By default, when you create a window, the AVM parents that window transparently to the window system. In this way, windows you create are siblings of each other. You can also parent a window to another window by setting the one window’s PARENT attribute to the handle of the other. Windows that are parented to another window form a window family. A window parented directly to the window system can be called the root window of a window family. Windows parented by any child window, in turn, form a child window family. A window can be parented to only one other window at a time, but can have multiple child windows.

Window families share a number of properties that make them convenient for both applications and users to manage:

  • Coordinated viewing and hiding — When you view any member of a window family (by setting its VISIBLE attribute to true, setting its HIDDEN attribute to false, or using the VIEW statement), the whole window family is viewed unless the HIDDEN attribute is true for at least one other member. If HIDDEN is true for a parent or other ancestor of the window that is viewed, no windows in the family are viewed. The only effect is that the HIDDEN attribute for the window you try to view is set to false. If, on the other hand, any child or descendant window has HIDDEN set to true, then all the windows in the family are viewed, except the descendant window and its descendants. When you hide a member of a window family by setting its VISIBLE attribute to false, that window and all its descendants are hidden, but their HIDDEN attributes are not changed. In this way, you can hide and view an entire family of windows by changing the VISIBLE attribute of the top window. You can leave any window or part of a hierarchy of windows out of the hiding and viewing by setting the HIDDEN attribute of the window at the head of that part of the hierarchy to true.
  • Coordinated minimizing and restoring — When you minimize a window, all of its descendants disappear from view, unless they are already minimized. Any minimized descendants appear separately in the taskbar and can be restored individually. When you restore a parent window, any of its hidden descendants are redisplayed.
  • Coordinated close events — If a parent window receives a WINDOW-CLOSE event, it propagates the PARENT-WINDOW-CLOSE event to all of its descendant windows. ABL supports these as two separate events so that a procedure can react in a special way to the parent of its window being closed. The WINDOW-CLOSE event does not propagate any events upward to its parent window.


# Your instructions
Restate, in full and unchanged, the entries that follow, but not their pictures.

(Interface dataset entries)
================

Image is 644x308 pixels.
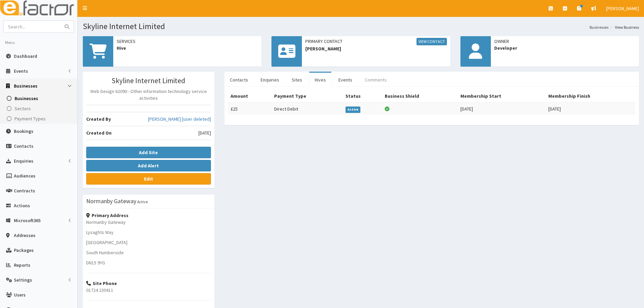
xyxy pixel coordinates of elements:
span: Payment Types [15,115,46,122]
span: [DATE] [198,130,211,136]
p: Normanby Gateway [86,219,211,226]
span: Primary Contact [305,38,446,45]
b: Add Alert [138,162,159,169]
span: Developer [494,45,635,51]
b: Edit [144,176,153,182]
a: Contacts [224,73,253,87]
span: Businesses [14,83,37,89]
span: Sectors [15,105,31,112]
td: [DATE] [545,102,635,115]
td: [DATE] [458,102,545,115]
span: Users [14,292,26,298]
span: Services [116,38,258,45]
p: Lysaghts Way [86,229,211,235]
h3: Normanby Gateway [86,198,136,204]
p: Web Design 62090 - Other information technology service activities [86,88,211,101]
span: Addresses [14,232,35,238]
td: £25 [228,102,271,115]
p: [GEOGRAPHIC_DATA] [86,239,211,245]
a: Sectors [1,103,78,113]
a: Businesses [1,93,78,103]
span: Businesses [15,95,38,101]
h3: Skyline Internet Limited [86,77,211,84]
th: Membership Finish [545,90,635,102]
td: Direct Debit [271,102,343,115]
span: Reports [14,262,31,268]
button: Add Alert [86,160,211,171]
a: Events [333,73,358,87]
th: Membership Start [458,90,545,102]
span: Settings [14,276,32,283]
span: Packages [14,247,34,253]
a: Comments [359,73,392,87]
span: Enquiries [14,158,33,164]
span: Contracts [14,188,35,194]
span: Events [14,68,28,74]
span: [PERSON_NAME] [606,5,639,12]
span: Active [346,106,361,113]
th: Payment Type [271,90,343,102]
a: Edit [86,173,211,184]
span: Hive [116,45,258,51]
span: [PERSON_NAME] [305,45,446,52]
span: Dashboard [14,53,37,59]
th: Amount [228,90,271,102]
p: South Humberside [86,249,211,256]
a: Payment Types [1,113,78,124]
a: View Contact [416,38,447,45]
a: Enquiries [255,73,284,87]
span: Microsoft365 [14,217,41,223]
small: Active [137,199,148,204]
input: Search... [4,20,61,32]
a: [PERSON_NAME] [user deleted] [148,115,211,122]
th: Status [343,90,382,102]
span: Contacts [14,143,33,149]
span: Audiences [14,173,35,178]
b: Add Site [139,149,158,155]
p: DN15 9YG [86,259,211,266]
span: Bookings [14,128,33,134]
b: Created By [86,116,111,122]
b: Created On [86,130,112,136]
p: 01724 230411 [86,287,211,293]
a: Businesses [590,24,609,30]
h1: Skyline Internet Limited [83,22,639,31]
strong: Primary Address [86,212,129,218]
strong: Site Phone [86,280,117,286]
th: Business Shield [382,90,458,102]
a: Sites [286,73,308,87]
a: Hives [309,73,331,87]
span: Owner [494,38,635,45]
span: Actions [14,202,30,209]
li: View Business [609,24,639,30]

================

# Exercise response
Image is 644x308 pixels.
xyxy pixel coordinates of elements:
span: Payment Types [15,115,46,122]
span: [DATE] [198,130,211,136]
p: Normanby Gateway [86,219,211,226]
span: Primary Contact [305,38,446,45]
b: Add Alert [138,162,159,169]
span: Developer [494,45,635,51]
b: Edit [144,176,153,182]
a: Contacts [224,73,253,87]
span: Businesses [14,83,37,89]
span: Sectors [15,105,31,112]
td: [DATE] [545,102,635,115]
td: [DATE] [458,102,545,115]
span: Users [14,292,26,298]
span: Services [116,38,258,45]
p: Lysaghts Way [86,229,211,235]
h3: Normanby Gateway [86,198,136,204]
p: Web Design 62090 - Other information technology service activities [86,88,211,101]
span: Addresses [14,232,35,238]
td: £25 [228,102,271,115]
p: [GEOGRAPHIC_DATA] [86,239,211,245]
a: Sectors [1,103,78,113]
a: Businesses [1,93,78,103]
span: Businesses [15,95,38,101]
h3: Skyline Internet Limited [86,77,211,84]
th: Membership Finish [545,90,635,102]
td: Direct Debit [271,102,343,115]
span: Reports [14,262,31,268]
button: Add Alert [86,160,211,171]
a: Events [333,73,358,87]
th: Membership Start [458,90,545,102]
span: Settings [14,276,32,283]
span: Packages [14,247,34,253]
a: Comments [359,73,392,87]
span: Enquiries [14,158,33,164]
span: Contracts [14,188,35,194]
span: Events [14,68,28,74]
span: [PERSON_NAME] [606,5,639,12]
span: Active [346,106,361,113]
th: Payment Type [271,90,343,102]
a: Edit [86,173,211,184]
span: Hive [116,45,258,51]
span: [PERSON_NAME] [305,45,446,52]
span: Dashboard [14,53,37,59]
th: Amount [228,90,271,102]
p: South Humberside [86,249,211,256]
a: Payment Types [1,113,78,124]
a: View Contact [416,38,447,45]
a: Enquiries [255,73,284,87]
span: Microsoft365 [14,217,41,223]
small: Active [137,199,148,204]
input: Search... [4,20,61,32]
a: [PERSON_NAME] [user deleted] [148,115,211,122]
th: Status [343,90,382,102]
span: Contacts [14,143,33,149]
span: Audiences [14,173,35,178]
b: Add Site [139,149,158,155]
p: DN15 9YG [86,259,211,266]
span: Bookings [14,128,33,134]
b: Created By [86,116,111,122]
b: Created On [86,130,112,136]
p: 01724 230411 [86,287,211,293]
a: Businesses [590,24,609,30]
h1: Skyline Internet Limited [83,22,639,31]
strong: Primary Address [86,212,129,218]
strong: Site Phone [86,280,117,286]
th: Business Shield [382,90,458,102]
a: Sites [286,73,308,87]
a: Hives [309,73,331,87]
span: Owner [494,38,635,45]
span: Actions [14,202,30,209]
li: View Business [609,24,639,30]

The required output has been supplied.